How to Estimate Deal Size Without Customers
If you're pre-revenue or have limited customer data, you can still estimate deal sizes:
Method 1: Competitive pricing analysis
Find 5-10 competitors. Check their public pricing pages. Most B2B SaaS companies publish at least starting prices. Average them. Add 20% if you're more feature-rich, subtract 15% if you're lighter-weight.
Method 2: Value-based calculation
What's the annual value your product creates? Industry standard is you can charge 10-20% of value created.
Example: If your tool saves each user 5 hours per week, and they have 50 users, that's 250 hours weekly × 50 weeks × $75/hour loaded cost = $937,500 annual value. You could charge $94K-$188K at 10-20% of value.

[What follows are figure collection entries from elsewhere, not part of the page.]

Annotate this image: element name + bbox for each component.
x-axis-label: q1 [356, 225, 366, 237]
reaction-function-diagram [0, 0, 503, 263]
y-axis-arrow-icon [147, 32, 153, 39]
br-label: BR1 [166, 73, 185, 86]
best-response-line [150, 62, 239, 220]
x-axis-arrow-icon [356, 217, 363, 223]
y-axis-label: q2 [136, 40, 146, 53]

Method 3: Budget allocation research
Talk to 10 target customers. Ask: "What do you currently budget annually for [category]?" Average their answers. This becomes your anchor for deal size.
The TAM/SAM/SOM Breakdown
Once you have bottom-up numbers, structure them as TAM/SAM/SOM:
TAM (Total Addressable Market): Maximum revenue if you had 100% of all companies that could ever use your product
SAM (Serviceable Addressable Market): Revenue from segment you can realistically reach with your current product and go-to-market motion
SOM (Serviceable Obtainable Market): Revenue you can realistically capture in next 3 years given competition, sales capacity, and market maturity
Example breakdown:
- TAM: 180,000 companies globally × $30K = $5.4B
- SAM: 45,000 companies in North America with active budgets × $30K = $1.35B
- SOM: 2,500 companies you can close in 3 years × $30K = $75M
Your SOM should ladder up to your sales capacity. If you have 10 reps who can each close 20 deals annually, your year-one SOM is 200 deals, not 2,500.
How to Validate Your Numbers
Never present market sizing without validation:
Validation test 1: Expert sanity check
Share your model with 3-5 people who know the market (investors, advisors, customers). Ask: "Does this pass the smell test?" If everyone says you're off by 10x, your assumptions are wrong.

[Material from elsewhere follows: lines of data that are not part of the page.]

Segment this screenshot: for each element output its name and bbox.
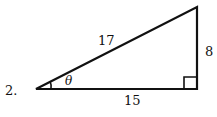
right-angle-marker <box>184 77 197 89</box>
angle-arc <box>50 81 51 89</box>
triangle <box>36 7 197 89</box>
adjacent-label: 15 <box>124 94 141 107</box>
right-triangle-diagram <box>0 0 217 117</box>
problem-number: 2. <box>5 84 17 97</box>
hypotenuse-label: 17 <box>98 34 115 47</box>
opposite-label: 8 <box>205 45 213 58</box>
angle-label: θ <box>65 75 72 87</box>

Validation test 2: Comparable company analysis
Find public companies in your space. Check their S-1 filings or investor decks. They often cite market sizes. Your numbers should be in the same ballpark, adjusted for differences in scope.
Validation test 3: Reverse engineer from current metrics
If you have any revenue, work backwards. "We have $2M ARR with 0.5% market penetration" implies a $400M market. Does that match your bottom-up model? If not, reconcile the difference.

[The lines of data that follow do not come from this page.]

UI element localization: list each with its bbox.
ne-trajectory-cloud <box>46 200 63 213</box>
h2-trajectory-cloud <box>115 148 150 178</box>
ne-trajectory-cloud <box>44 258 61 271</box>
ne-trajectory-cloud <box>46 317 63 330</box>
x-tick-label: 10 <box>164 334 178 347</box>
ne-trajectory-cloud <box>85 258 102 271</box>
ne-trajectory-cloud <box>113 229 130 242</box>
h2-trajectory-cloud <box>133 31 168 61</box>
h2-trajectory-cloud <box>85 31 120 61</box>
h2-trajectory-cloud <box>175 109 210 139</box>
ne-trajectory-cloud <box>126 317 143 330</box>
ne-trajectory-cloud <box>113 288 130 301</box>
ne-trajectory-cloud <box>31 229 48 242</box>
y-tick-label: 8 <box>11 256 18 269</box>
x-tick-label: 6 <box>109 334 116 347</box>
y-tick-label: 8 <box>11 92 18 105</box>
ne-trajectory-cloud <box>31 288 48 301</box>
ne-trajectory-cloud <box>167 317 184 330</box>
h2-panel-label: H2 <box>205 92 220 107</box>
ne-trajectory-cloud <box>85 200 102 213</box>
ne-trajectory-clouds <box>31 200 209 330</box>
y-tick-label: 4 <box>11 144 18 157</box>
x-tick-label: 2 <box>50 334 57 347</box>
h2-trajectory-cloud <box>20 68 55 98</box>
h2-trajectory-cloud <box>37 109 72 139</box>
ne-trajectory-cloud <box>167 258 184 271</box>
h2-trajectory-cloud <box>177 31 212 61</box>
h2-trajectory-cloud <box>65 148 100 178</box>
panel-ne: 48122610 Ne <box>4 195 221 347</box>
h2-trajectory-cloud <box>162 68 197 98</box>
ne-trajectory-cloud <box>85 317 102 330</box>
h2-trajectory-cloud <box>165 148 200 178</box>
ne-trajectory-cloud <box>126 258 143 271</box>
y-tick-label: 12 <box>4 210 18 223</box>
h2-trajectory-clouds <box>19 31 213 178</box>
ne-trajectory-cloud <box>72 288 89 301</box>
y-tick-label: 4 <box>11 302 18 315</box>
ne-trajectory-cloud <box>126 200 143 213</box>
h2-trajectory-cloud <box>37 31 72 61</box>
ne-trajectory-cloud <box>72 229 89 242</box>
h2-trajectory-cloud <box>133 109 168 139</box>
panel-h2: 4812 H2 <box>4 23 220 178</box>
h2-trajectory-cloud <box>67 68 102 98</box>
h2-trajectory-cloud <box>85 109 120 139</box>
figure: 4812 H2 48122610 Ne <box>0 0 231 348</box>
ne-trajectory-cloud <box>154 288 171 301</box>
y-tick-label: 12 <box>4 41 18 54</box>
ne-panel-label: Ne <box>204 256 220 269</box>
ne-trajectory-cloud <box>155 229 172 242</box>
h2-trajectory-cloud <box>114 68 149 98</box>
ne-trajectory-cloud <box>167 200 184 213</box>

What to Do With Third-Party Research
You'll still encounter Forrester, Gartner, IDC reports. Use them, but carefully:
Check the date. Markets shift fast. A 2022 report is stale by 2025.
Read the methodology. How did they define the market? If their definition is "all business software" and yours is "workflow automation for financial services," the numbers aren't comparable.
Extract data points, not conclusions. Third-party reports are useful for growth rates, adoption trends, and buying behavior insights. Less useful for total market size unless their definition exactly matches yours.
Making Your Model Actionable
Market sizing isn't an academic exercise. It should drive decisions:
For fundraising: Investors want to see $1B+ TAM for venture-scale outcomes. Your SAM needs to support a path to $100M+ revenue.
For sales planning: SAM divided by sales capacity tells you how many reps you can support. If your SAM is $50M and each rep can generate $1M annually, you can scale to 50 reps max.
For segment prioritization: If SMB market is $200M but enterprise is $800M, you know where to focus expansion even if SMB is easier to penetrate initially.
Build the model once properly, update it quarterly as you learn more, and use it to defend every major strategic decision.
Market sizing without research firms isn't a shortcut. It's often more accurate because you're using current data, specific definitions, and bottom-up validation instead of broad analyst estimates. The work matters. The method works.